His whisper was scarier than his looming. His whisper wanted to delve, ferret out her past, her weaknesses. “It doesn’t matter.”
There was a long pause. Something touched her cheek, and she shrieked. She was wound so tightly she couldn’t contain it.
A voice intruded into their private battle.
“Just so you know, Desi, I don’t hold the bond between man and wife sacred.”
Sam’s low, cold drawl reached across the fire and the implication had the blood rushing from her head so fast she felt as if she were falling. Except she couldn’t because she was already down. She worked her hand out of the confines of the blanket, grabbing Caine’s wrist. “Please.”
Caine’s snarl was as chilling as the wind. “Shut the hell up, Sam.”
“The lady needs to know she has options.”
Oh God, she didn’t want any more options. One man to deal with was more than enough.
It grated, but if begging saved her from being passed around, even for one night, she’d take it. There were times when pride wasn’t worth the price to keep it. “Please. I’ll do what you want,” she whispered to Caine. She glanced across the clearing to the shadow that was Sam. “don’t call him over. don’t make me…”
“Fuck.”
The epithet tore through her like a shot. She clung tighter, wishing it were lighter so she could see whether her begging was having any effect. “Please—”
Caine’s hand came over her mouth, cutting off the plea. She could feel his stare as clear as a touch, his “My wife doesn’t beg, got it?” She nodded slowly. His hand left her mouth slowly.
“Sam, if you don’t elaborate in the next two seconds, I’m coming over there and kicking your ass.”
Desi ran her tongue across her lips, tasting the salt of his skin and the bitterness of her fear.
“Just saying the lady doesn’t have to suffer thinking there isn’t anyone here who won’t stand for her if she wants it.”
He couldn’t mean what she thought.
But he did. Caine confirmed it. “Sam’s offered you his protection, do you want to take it?”
Was it a trick?
“You’d just let me go?”
“Hell, no, but you’re free to take him up on his offer.”
Some choice. Caine or Sam. Wife or whore. “You’d fight your friend?”

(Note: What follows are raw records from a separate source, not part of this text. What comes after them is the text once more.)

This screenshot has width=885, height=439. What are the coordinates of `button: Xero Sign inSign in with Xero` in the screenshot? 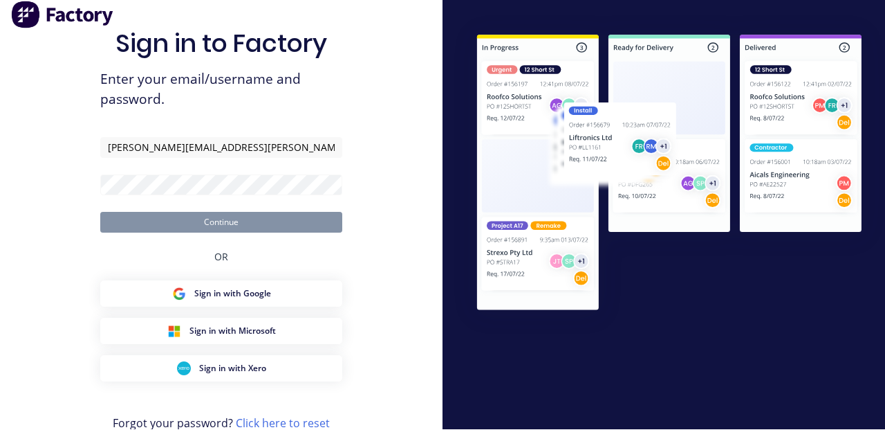 It's located at (221, 378).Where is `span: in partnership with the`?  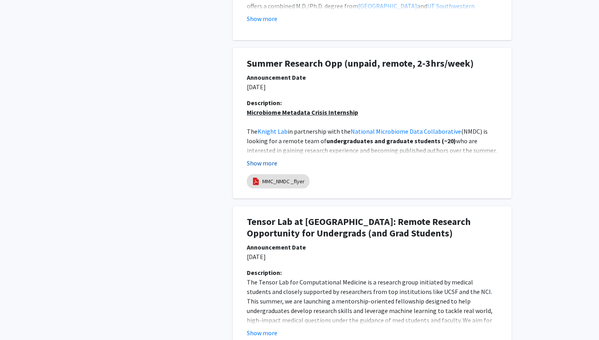
span: in partnership with the is located at coordinates (319, 131).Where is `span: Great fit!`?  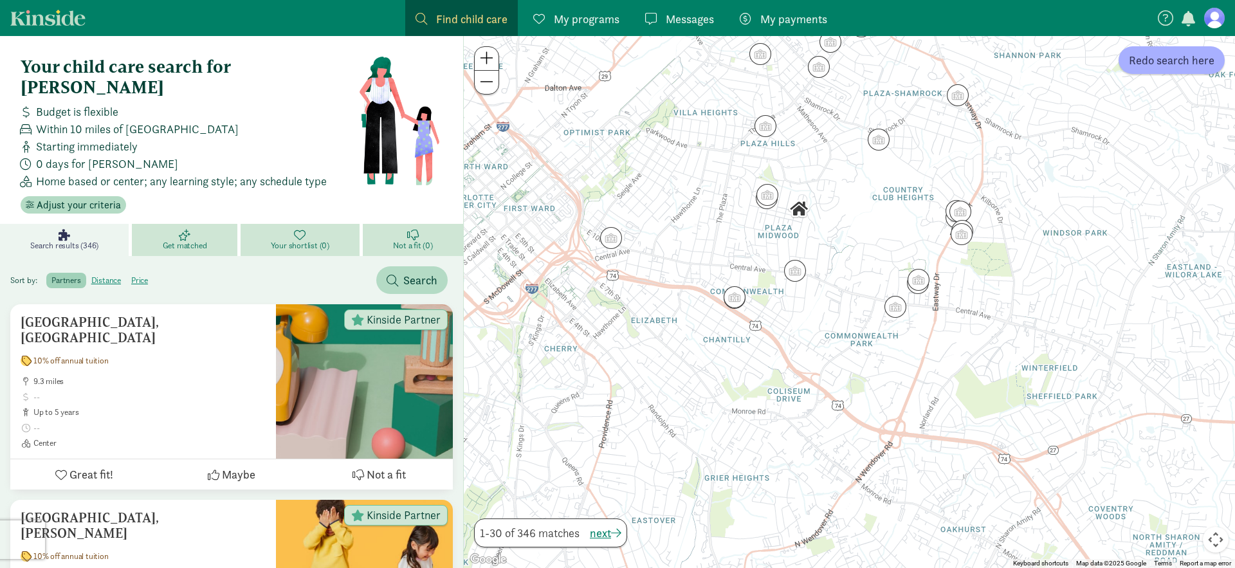
span: Great fit! is located at coordinates (91, 474). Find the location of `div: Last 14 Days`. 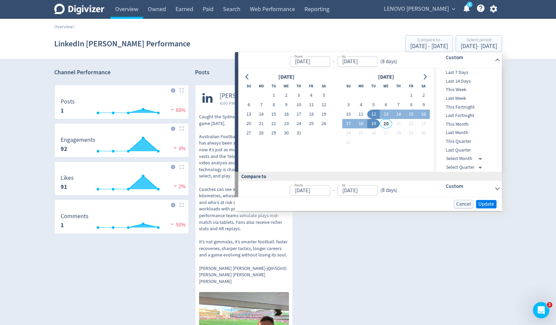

“What’s mine stays mine, Gypsy.”
Oh, yes, he’d fight. Not because he loved her or wanted her, but because his pride was involved. And he considered her his. She understood that.
“So what’s it going to be?”
She didn’t know Sam. She didn’t really know Caine, either, but she knew this one thing. A possessive man wasn’t a sharing man. That made the devil she knew a better choice. “I don’t want his protection,” she whispered.
“Good.” The tense muscles against her relaxed subtly.
“She make a decision?” Sam called.
“Yup. She’s decided I’m the more attractive one.”
“Shit. On top of needing to gain weight, the woman needs spectacles.”
Sam didn’t sound serious or even disappointed.
“You were joking?” she asked Caine.
“No.”
She didn’t know what to do with that flat pronouncement. “I don’t understand you.”
“You might find it easier if you didn’t keep comparing me to cow shit.”
She let go of his wrist. Weariness rolled over her in a debilitating wave, spawning a ripple of defeat. “I can’t help it. I don’t have anything else to compare you to.”